Technology

AI is moving from novelty to necessity in wellness tech with skin scans, therapy booths, and more.

With 95% of gamers active weekly, brands that balance ad quality and compliance can gain lasting recall.

Rapid shifts in platforms, pricing, and viewer behavior raise the stakes for metadata-driven, future-ready planning.

With surging TV screen time and a 15% YoY ad boost, YouTube is pulling ahead of Netflix in the streaming race.

Second-screening is now the norm, collapsing ad-to-purchase journeys into seconds on mobile

Smart fridges, idle TVs, and gaming consoles are becoming the next frontier in contextual, at-home ad delivery.

Winning in AI-driven discovery means optimizing for clarity, structure, and machine readability—not just SEO.

Nvidia’s pivot to platform play and sovereign cloud deals made it the control layer for the AI economy in 2025.

Tech titans invest in each other, accelerating AI buildouts—but the loop may snap under pressure or regulation

Smart glasses surged as carryables flopped, but product announcements outpaced actual releases.

In 2025, Apple doubled down on AI while refocusing on device, ecosystem, and design differentiation, seeking to stay ahead in a maturing smartphone market and a global regulatory maze.

Human oversight, GEO, and distribution knowledge keep agencies relevant—even as AI becomes the decade’s defining disruptor.

Firms that train workers and rethink roles—not just slash jobs—are best positioned to maximize AI adoption.

Once a TikTok trend, vertical video is now a core format reshaping ads, news, and entertainment apps.

In 2025, OpenAI shifted from viral success to structured dominance. The launch of GPT-5 in May turned its genAI edge into a full-scale platform spanning ChatGPT, API integrations, and enterprise deployments.

2025 marked an inflection point for agentic AI—autonomous systems that don’t just assist, but act. The year saw AI shift from text generators to decision-making collaborators embedded across business and creative workflows.

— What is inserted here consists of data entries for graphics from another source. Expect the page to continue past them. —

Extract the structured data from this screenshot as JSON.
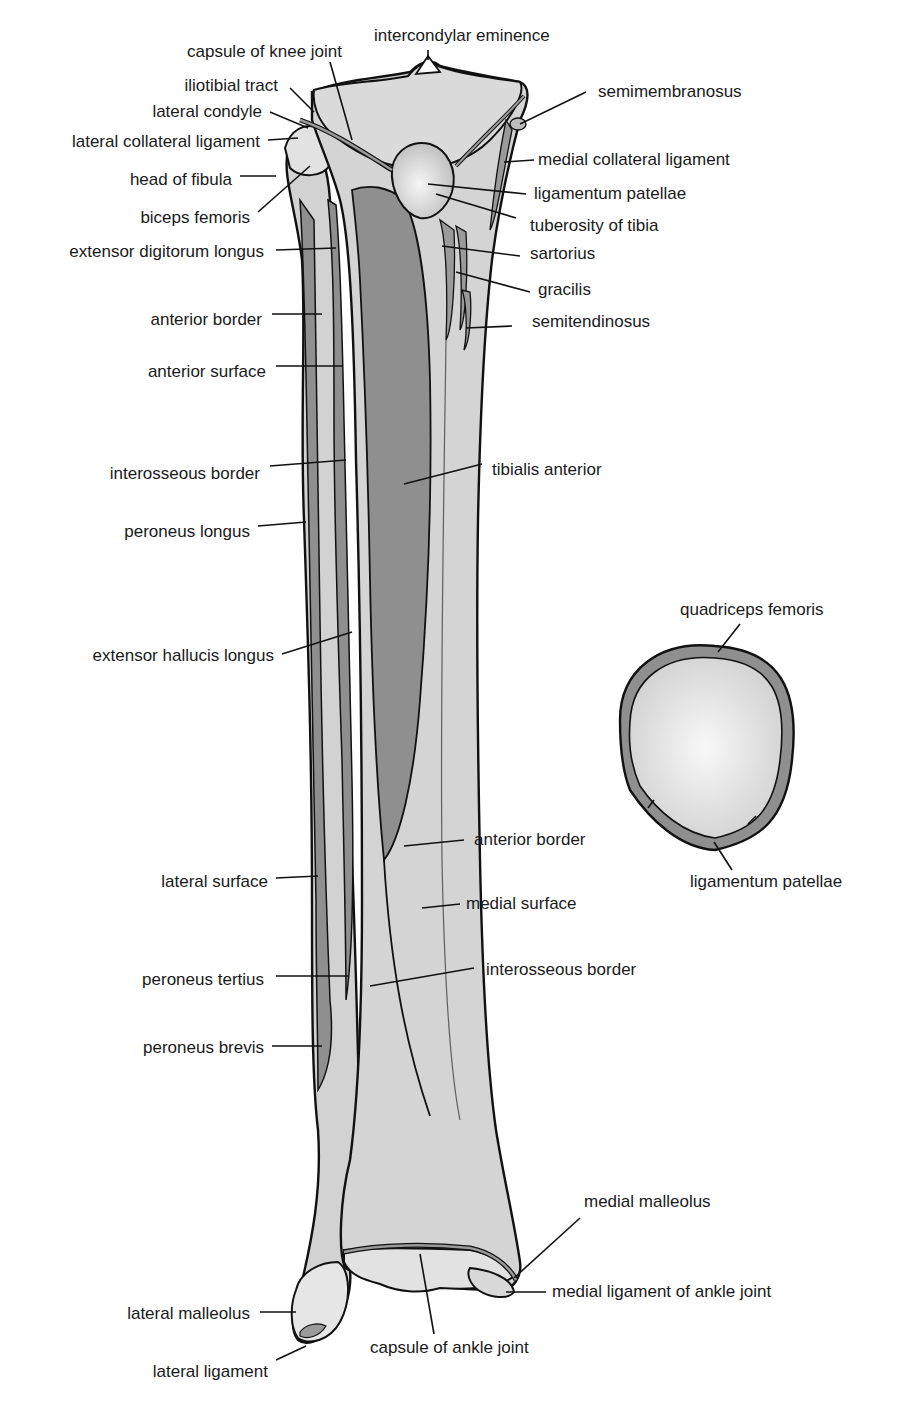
{
  "colors": {
    "bone": "#d4d4d4",
    "bone_light": "#e6e6e6",
    "muscle": "#8f8f8f",
    "outline": "#111111",
    "label": "#1a1a1a"
  },
  "labels": {
    "intercondylar_eminence": "intercondylar eminence",
    "capsule_knee": "capsule of knee joint",
    "iliotibial_tract": "iliotibial tract",
    "lateral_condyle": "lateral condyle",
    "lateral_collateral": "lateral collateral ligament",
    "head_fibula": "head of fibula",
    "biceps_femoris": "biceps femoris",
    "ext_digitorum": "extensor digitorum longus",
    "ant_border_fib": "anterior border",
    "ant_surface": "anterior surface",
    "interosseous_fib": "interosseous border",
    "peroneus_longus": "peroneus longus",
    "ext_hallucis": "extensor hallucis longus",
    "lateral_surface": "lateral surface",
    "peroneus_tertius": "peroneus tertius",
    "peroneus_brevis": "peroneus brevis",
    "lateral_malleolus": "lateral malleolus",
    "lateral_ligament": "lateral ligament",
    "semimembranosus": "semimembranosus",
    "medial_collateral": "medial collateral ligament",
    "lig_patellae": "ligamentum patellae",
    "tuberosity": "tuberosity of tibia",
    "sartorius": "sartorius",
    "gracilis": "gracilis",
    "semitendinosus": "semitendinosus",
    "tibialis_anterior": "tibialis anterior",
    "ant_border_tib": "anterior border",
    "medial_surface": "medial surface",
    "interosseous_tib": "interosseous border",
    "medial_malleolus": "medial malleolus",
    "medial_lig_ankle": "medial ligament of ankle joint",
    "capsule_ankle": "capsule of ankle joint",
    "quadriceps": "quadriceps femoris",
    "patella_lig": "ligamentum patellae"
  }
}
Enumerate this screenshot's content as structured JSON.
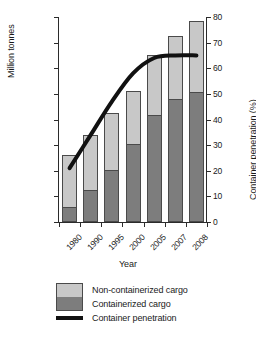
{
  "chart_data": {
    "type": "bar",
    "title": "",
    "subtitle": "",
    "xlabel": "Year",
    "ylabel": "Million tonnes",
    "y2label": "Container penetration (%)",
    "categories": [
      "1980",
      "1990",
      "1995",
      "2000",
      "2005",
      "2007",
      "2008"
    ],
    "ylim": [
      0,
      1600
    ],
    "y2lim": [
      0,
      80
    ],
    "yticks": [
      "0",
      "200",
      "400",
      "600",
      "800",
      "1,000",
      "1,200",
      "1,400",
      "1,600"
    ],
    "ytick_values": [
      0,
      200,
      400,
      600,
      800,
      1000,
      1200,
      1400,
      1600
    ],
    "y2ticks": [
      "0",
      "10",
      "20",
      "30",
      "40",
      "50",
      "60",
      "70",
      "80"
    ],
    "y2tick_values": [
      0,
      10,
      20,
      30,
      40,
      50,
      60,
      70,
      80
    ],
    "grid": false,
    "stacked": true,
    "legend_position": "bottom",
    "series": [
      {
        "name": "Containerized cargo",
        "type": "bar",
        "axis": "left",
        "color": "#7d7d7d",
        "values": [
          110,
          240,
          400,
          600,
          825,
          950,
          1010
        ]
      },
      {
        "name": "Non-containerized cargo",
        "type": "bar",
        "axis": "left",
        "color": "#c8c8c8",
        "values": [
          410,
          440,
          450,
          425,
          475,
          500,
          560
        ]
      },
      {
        "name": "Container penetration",
        "type": "line",
        "axis": "right",
        "color": "#111111",
        "values": [
          21,
          34,
          47,
          58,
          64,
          65,
          65
        ]
      }
    ],
    "totals": [
      520,
      680,
      850,
      1025,
      1300,
      1450,
      1570
    ]
  },
  "legend": {
    "items": [
      {
        "label": "Non-containerized cargo",
        "icon": "legend-swatch-light"
      },
      {
        "label": "Containerized cargo",
        "icon": "legend-swatch-dark"
      },
      {
        "label": "Container penetration",
        "icon": "legend-line-swatch"
      }
    ]
  }
}
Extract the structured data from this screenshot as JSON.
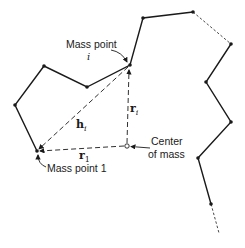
{
  "diagram": {
    "colors": {
      "line": "#1a1a1a",
      "background": "#ffffff"
    },
    "chain": {
      "solid_segments": [
        [
          [
            15,
            105
          ],
          [
            44,
            66
          ]
        ],
        [
          [
            44,
            66
          ],
          [
            87,
            87
          ]
        ],
        [
          [
            87,
            87
          ],
          [
            130,
            65
          ]
        ],
        [
          [
            130,
            65
          ],
          [
            143,
            18
          ]
        ],
        [
          [
            143,
            18
          ],
          [
            193,
            12
          ]
        ],
        [
          [
            231,
            44
          ],
          [
            206,
            82
          ]
        ],
        [
          [
            206,
            82
          ],
          [
            231,
            122
          ]
        ],
        [
          [
            231,
            122
          ],
          [
            198,
            158
          ]
        ],
        [
          [
            198,
            158
          ],
          [
            211,
            204
          ]
        ],
        [
          [
            15,
            105
          ],
          [
            37,
            151
          ]
        ]
      ],
      "dashed_segments": [
        [
          [
            193,
            12
          ],
          [
            231,
            44
          ]
        ],
        [
          [
            211,
            204
          ],
          [
            219,
            233
          ]
        ]
      ],
      "mass_points": [
        [
          37,
          151
        ],
        [
          15,
          105
        ],
        [
          44,
          66
        ],
        [
          87,
          87
        ],
        [
          130,
          65
        ],
        [
          143,
          18
        ],
        [
          193,
          12
        ],
        [
          231,
          44
        ],
        [
          206,
          82
        ],
        [
          231,
          122
        ],
        [
          198,
          158
        ],
        [
          211,
          204
        ]
      ]
    },
    "center_of_mass": [
      127,
      146
    ],
    "vectors": {
      "h_i": {
        "base": "h",
        "sub": "i"
      },
      "r_i": {
        "base": "r",
        "sub": "i"
      },
      "r_1": {
        "base": "r",
        "sub": "1"
      }
    },
    "labels": {
      "mass_point_i_line1": "Mass point",
      "mass_point_i_line2": "i",
      "center_line1": "Center",
      "center_line2": "of mass",
      "mass_point_1": "Mass point 1"
    }
  }
}
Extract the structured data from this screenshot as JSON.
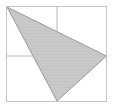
{
  "figure": {
    "canvas": {
      "width": 114,
      "height": 109,
      "background": "#ffffff"
    },
    "frame": {
      "name": "square-border",
      "x": 6.5,
      "y": 6.5,
      "width": 100,
      "height": 95,
      "stroke": "#c4c4c4",
      "stroke_width": 1,
      "fill": "#ffffff"
    },
    "grid": {
      "stroke": "#b8b8b8",
      "stroke_width": 1,
      "vertical_line": {
        "x": 57,
        "y1": 6.5,
        "y2": 101.5
      },
      "horizontal_line": {
        "y": 56,
        "x1": 6.5,
        "x2": 106.5
      }
    },
    "triangle": {
      "name": "shaded-triangle",
      "points": "7,7 106.5,56 57,101",
      "vertices": [
        {
          "label": "top-left-vertex",
          "x": 7,
          "y": 7
        },
        {
          "label": "right-vertex",
          "x": 106.5,
          "y": 56
        },
        {
          "label": "bottom-vertex",
          "x": 57,
          "y": 101
        }
      ],
      "fill": "#c9c9c9",
      "stroke": "#9a9a9a",
      "stroke_width": 1,
      "hatch": {
        "pattern": "horizontal-lines",
        "stroke": "#bdbdbd",
        "stroke_width": 0.6,
        "spacing": 3
      }
    }
  }
}
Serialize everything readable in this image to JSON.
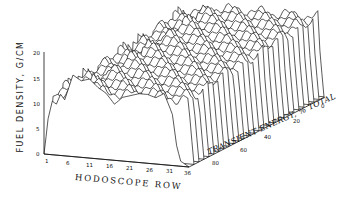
{
  "chart_data": {
    "type": "waterfall-3d-line",
    "title": "",
    "ylabel": "FUEL DENSITY, G/CM",
    "xlabel": "HODOSCOPE ROW",
    "zlabel": "TRANSIENT ENERGY, % TOTAL",
    "y_ticks": [
      "0",
      "5",
      "10",
      "15",
      "20"
    ],
    "x_ticks": [
      "1",
      "6",
      "11",
      "16",
      "21",
      "26",
      "31",
      "36"
    ],
    "z_ticks": [
      "0",
      "20",
      "40",
      "60",
      "80"
    ],
    "ylim": [
      0,
      20
    ],
    "xlim": [
      1,
      36
    ],
    "zlim": [
      0,
      90
    ],
    "grid": false,
    "legend": null,
    "front_profile": {
      "x": [
        1,
        2,
        3,
        4,
        5,
        6,
        8,
        10,
        12,
        14,
        16,
        18,
        20,
        22,
        24,
        26,
        28,
        30,
        32,
        33,
        34,
        35,
        36
      ],
      "y": [
        0,
        7,
        10.5,
        10,
        12,
        11,
        16,
        15,
        15.5,
        14,
        13,
        11,
        12.5,
        13,
        13.5,
        13.5,
        13,
        14,
        10,
        4,
        1,
        0.5,
        0
      ]
    },
    "n_profiles": 28
  },
  "labels": {
    "ylabel": "FUEL DENSITY, G/CM",
    "xlabel": "HODOSCOPE ROW",
    "zlabel": "TRANSIENT ENERGY, % TOTAL"
  },
  "ticks": {
    "y": [
      "0",
      "5",
      "10",
      "15",
      "20"
    ],
    "x": [
      "1",
      "6",
      "11",
      "16",
      "21",
      "26",
      "31",
      "36"
    ],
    "z": [
      "0",
      "20",
      "40",
      "60",
      "80"
    ]
  },
  "colors": {
    "line": "#111111",
    "background": "#ffffff"
  }
}
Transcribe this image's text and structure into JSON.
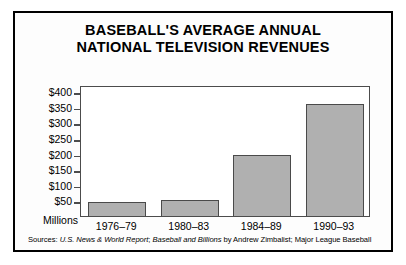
{
  "figure": {
    "title_line_1": "BASEBALL'S AVERAGE ANNUAL",
    "title_line_2": "NATIONAL TELEVISION REVENUES",
    "units_label": "Millions",
    "source_prefix": "Sources: ",
    "source_italic_1": "U.S. News & World Report",
    "source_sep_1": "; ",
    "source_italic_2": "Baseball and Billions",
    "source_tail": " by Andrew Zimbalist; Major League Baseball",
    "frame_color": "#000000",
    "bar_fill": "#b0b0b0",
    "bar_edge": "#4a4a4a",
    "axis_color": "#4c4c4c"
  },
  "chart_data": {
    "type": "bar",
    "title": "BASEBALL'S AVERAGE ANNUAL NATIONAL TELEVISION REVENUES",
    "xlabel": "",
    "ylabel": "Millions",
    "categories": [
      "1976–79",
      "1980–83",
      "1984–89",
      "1990–93"
    ],
    "values": [
      45,
      50,
      195,
      360
    ],
    "ylim": [
      0,
      420
    ],
    "yticks": [
      50,
      100,
      150,
      200,
      250,
      300,
      350,
      400
    ],
    "ytick_labels": [
      "$50",
      "$100",
      "$150",
      "$200",
      "$250",
      "$300",
      "$350",
      "$400"
    ],
    "grid": false,
    "legend": "none"
  }
}
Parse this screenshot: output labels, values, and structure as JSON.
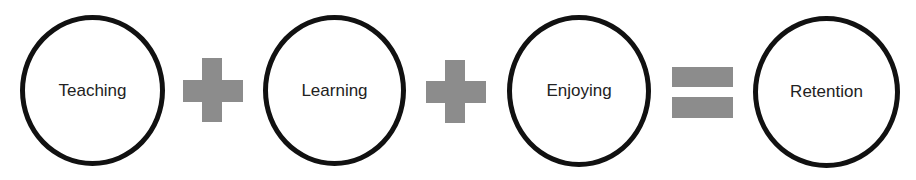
{
  "diagram": {
    "nodes": [
      {
        "label": "Teaching"
      },
      {
        "label": "Learning"
      },
      {
        "label": "Enjoying"
      },
      {
        "label": "Retention"
      }
    ],
    "operators": [
      "plus-icon",
      "plus-icon",
      "equals-icon"
    ],
    "colors": {
      "circle_border": "#111111",
      "operator": "#8c8c8c",
      "background": "#ffffff"
    }
  }
}
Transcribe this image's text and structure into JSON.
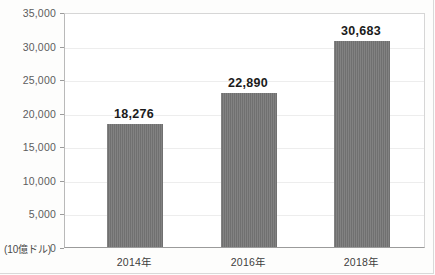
{
  "chart_data": {
    "type": "bar",
    "title": "",
    "subtitle": "",
    "xlabel": "",
    "ylabel": "(10億ドル)",
    "unit_label": "(10億ドル)",
    "categories": [
      "2014年",
      "2016年",
      "2018年"
    ],
    "values": [
      18276,
      22890,
      30683
    ],
    "value_labels": [
      "18,276",
      "22,890",
      "30,683"
    ],
    "ylim": [
      0,
      35000
    ],
    "ytick_values": [
      0,
      5000,
      10000,
      15000,
      20000,
      25000,
      30000,
      35000
    ],
    "ytick_labels": [
      "0",
      "5,000",
      "10,000",
      "15,000",
      "20,000",
      "25,000",
      "30,000",
      "35,000"
    ],
    "grid": true,
    "legend": "none",
    "legend_position": "none",
    "series": [
      {
        "name": "",
        "values": [
          18276,
          22890,
          30683
        ],
        "color": "#767676"
      }
    ],
    "colors": {
      "bar": "#767676",
      "gridline": "#ededed",
      "axis": "#9b9b9b",
      "plot_border": "#d6d6d6",
      "tick_text": "#5c5c5c",
      "label_text": "#1b1b1b",
      "background": "#ffffff",
      "page_background": "#fdfdfc"
    }
  }
}
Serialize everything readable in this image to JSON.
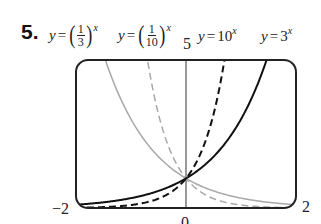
{
  "problem": {
    "number": "5."
  },
  "equations": [
    {
      "lhs": "y",
      "base_num": "1",
      "base_den": "3",
      "exp": "x"
    },
    {
      "lhs": "y",
      "base_num": "1",
      "base_den": "10",
      "exp": "x"
    },
    {
      "lhs": "y",
      "base": "10",
      "exp": "x"
    },
    {
      "lhs": "y",
      "base": "3",
      "exp": "x"
    }
  ],
  "axis_labels": {
    "ymax": "5",
    "xmin": "−2",
    "xmax": "2",
    "ymin": "0"
  },
  "chart_data": {
    "type": "line",
    "title": "",
    "xlabel": "",
    "ylabel": "",
    "xlim": [
      -2,
      2
    ],
    "ylim": [
      0,
      5
    ],
    "grid": false,
    "legend": "equation labels above plot, left to right",
    "tick_labels": {
      "x": [
        "-2",
        "2"
      ],
      "y": [
        "0",
        "5"
      ]
    },
    "series": [
      {
        "name": "y = (1/3)^x",
        "style": "solid gray",
        "x": [
          -2,
          -1.465,
          -1,
          0,
          1,
          2
        ],
        "y": [
          9,
          5,
          3,
          1,
          0.333,
          0.111
        ]
      },
      {
        "name": "y = (1/10)^x",
        "style": "dashed gray",
        "x": [
          -2,
          -0.699,
          -0.5,
          0,
          0.5,
          1,
          2
        ],
        "y": [
          100,
          5,
          3.162,
          1,
          0.316,
          0.1,
          0.01
        ]
      },
      {
        "name": "y = 10^x",
        "style": "dashed black",
        "x": [
          -2,
          -1,
          -0.5,
          0,
          0.5,
          0.699
        ],
        "y": [
          0.01,
          0.1,
          0.316,
          1,
          3.162,
          5
        ]
      },
      {
        "name": "y = 3^x",
        "style": "solid black",
        "x": [
          -2,
          -1,
          0,
          1,
          1.465
        ],
        "y": [
          0.111,
          0.333,
          1,
          3,
          5
        ]
      }
    ],
    "intersection": {
      "x": 0,
      "y": 1
    }
  },
  "colors": {
    "dark_curve": "#111111",
    "light_curve": "#a8a8a8",
    "frame": "#222222"
  }
}
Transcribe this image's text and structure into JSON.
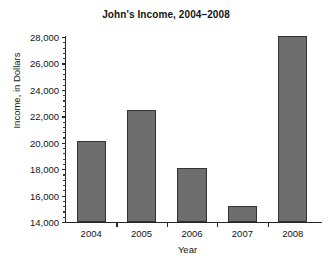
{
  "chart_data": {
    "type": "bar",
    "title": "John's Income, 2004–2008",
    "xlabel": "Year",
    "ylabel": "Income, in Dollars",
    "categories": [
      "2004",
      "2005",
      "2006",
      "2007",
      "2008"
    ],
    "values": [
      20100,
      22500,
      18100,
      15200,
      28050
    ],
    "ylim": [
      14000,
      28000
    ],
    "ytick_values": [
      14000,
      16000,
      18000,
      20000,
      22000,
      24000,
      26000,
      28000
    ],
    "ytick_labels": [
      "14,000",
      "16,000",
      "18,000",
      "20,000",
      "22,000",
      "24,000",
      "26,000",
      "28,000"
    ],
    "minor_tick_step": 400,
    "grid": false,
    "legend": null,
    "bar_color": "#6e6e6e",
    "bar_edge_color": "#333333",
    "axis_color": "#262626",
    "background_color": "#ffffff",
    "series": [
      {
        "name": "Income",
        "points": [
          {
            "category": "2004",
            "value": 20100
          },
          {
            "category": "2005",
            "value": 22500
          },
          {
            "category": "2006",
            "value": 18100
          },
          {
            "category": "2007",
            "value": 15200
          },
          {
            "category": "2008",
            "value": 28050
          }
        ]
      }
    ]
  }
}
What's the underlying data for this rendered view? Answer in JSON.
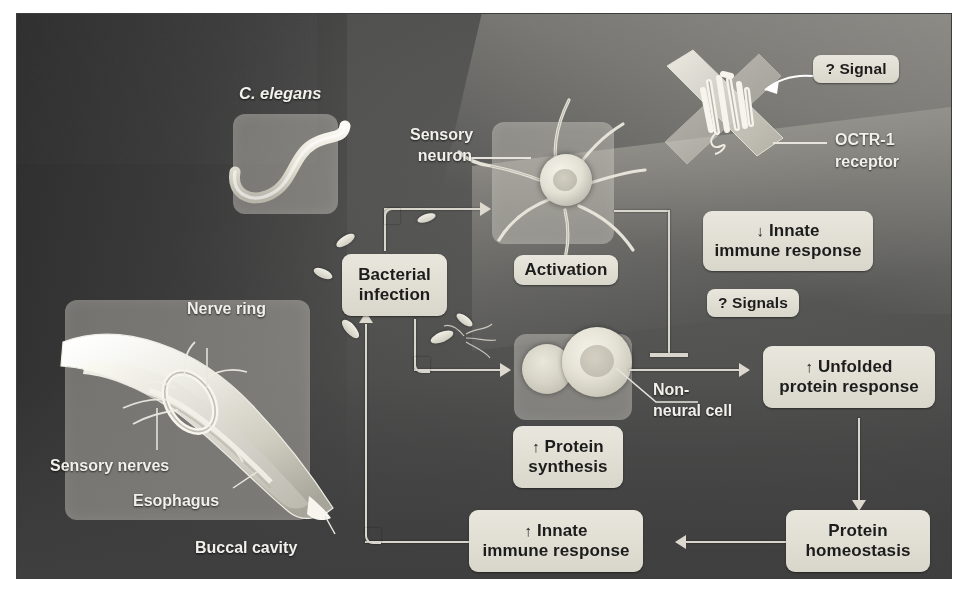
{
  "figure": {
    "organism_label": "C. elegans",
    "background_color": "#4a4a4a",
    "pill_color": "#e3e1d6",
    "line_color": "#d8d6cc"
  },
  "anatomy_labels": {
    "nerve_ring": "Nerve ring",
    "sensory_nerves": "Sensory nerves",
    "esophagus": "Esophagus",
    "buccal_cavity": "Buccal cavity",
    "sensory_neuron": "Sensory\nneuron",
    "sensory_neuron_line1": "Sensory",
    "sensory_neuron_line2": "neuron",
    "non_neural_cell_line1": "Non-",
    "non_neural_cell_line2": "neural cell",
    "octr1_line1": "OCTR-1",
    "octr1_line2": "receptor"
  },
  "nodes": [
    {
      "id": "bacterial-infection",
      "line1": "Bacterial",
      "line2": "infection",
      "arrow": ""
    },
    {
      "id": "activation",
      "line1": "Activation",
      "line2": "",
      "arrow": ""
    },
    {
      "id": "signal-question",
      "line1": "? Signal",
      "line2": "",
      "arrow": ""
    },
    {
      "id": "innate-down",
      "line1": "Innate",
      "line2": "immune response",
      "arrow": "↓"
    },
    {
      "id": "signals-question",
      "line1": "? Signals",
      "line2": "",
      "arrow": ""
    },
    {
      "id": "unfolded-protein",
      "line1": "Unfolded",
      "line2": "protein response",
      "arrow": "↑"
    },
    {
      "id": "protein-synthesis",
      "line1": "Protein",
      "line2": "synthesis",
      "arrow": "↑"
    },
    {
      "id": "protein-homeostasis",
      "line1": "Protein",
      "line2": "homeostasis",
      "arrow": ""
    },
    {
      "id": "innate-up",
      "line1": "Innate",
      "line2": "immune response",
      "arrow": "↑"
    }
  ],
  "edges": [
    {
      "from": "bacterial-infection",
      "to": "activation",
      "kind": "arrow"
    },
    {
      "from": "bacterial-infection",
      "to": "non-neural-cell",
      "kind": "arrow"
    },
    {
      "from": "activation",
      "to": "unfolded-protein",
      "kind": "inhibition"
    },
    {
      "from": "non-neural-cell",
      "to": "unfolded-protein",
      "kind": "arrow"
    },
    {
      "from": "unfolded-protein",
      "to": "protein-homeostasis",
      "kind": "arrow"
    },
    {
      "from": "protein-homeostasis",
      "to": "innate-up",
      "kind": "arrow"
    },
    {
      "from": "innate-up",
      "to": "bacterial-infection",
      "kind": "arrow"
    },
    {
      "from": "signal-question",
      "to": "octr1-receptor",
      "kind": "pointer"
    }
  ]
}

On today’s podcast episode, we discuss our “very specific but highly unlikely” predictions for 2026: what Amazon will do with the price of Prime; between OpenAI and Apple, who’s most likely to buy whom; and why a potential WBD acquisition by Netflix might not go through in 2026—if at all. Join Senior Director of Podcasts and host Marcus Johnson, Principal Analyst Nate Elliott, and Vice Presidents of Content Suzy Davidkhanian and Paul Verna. Listen everywhere, and watch on YouTube and Spotify.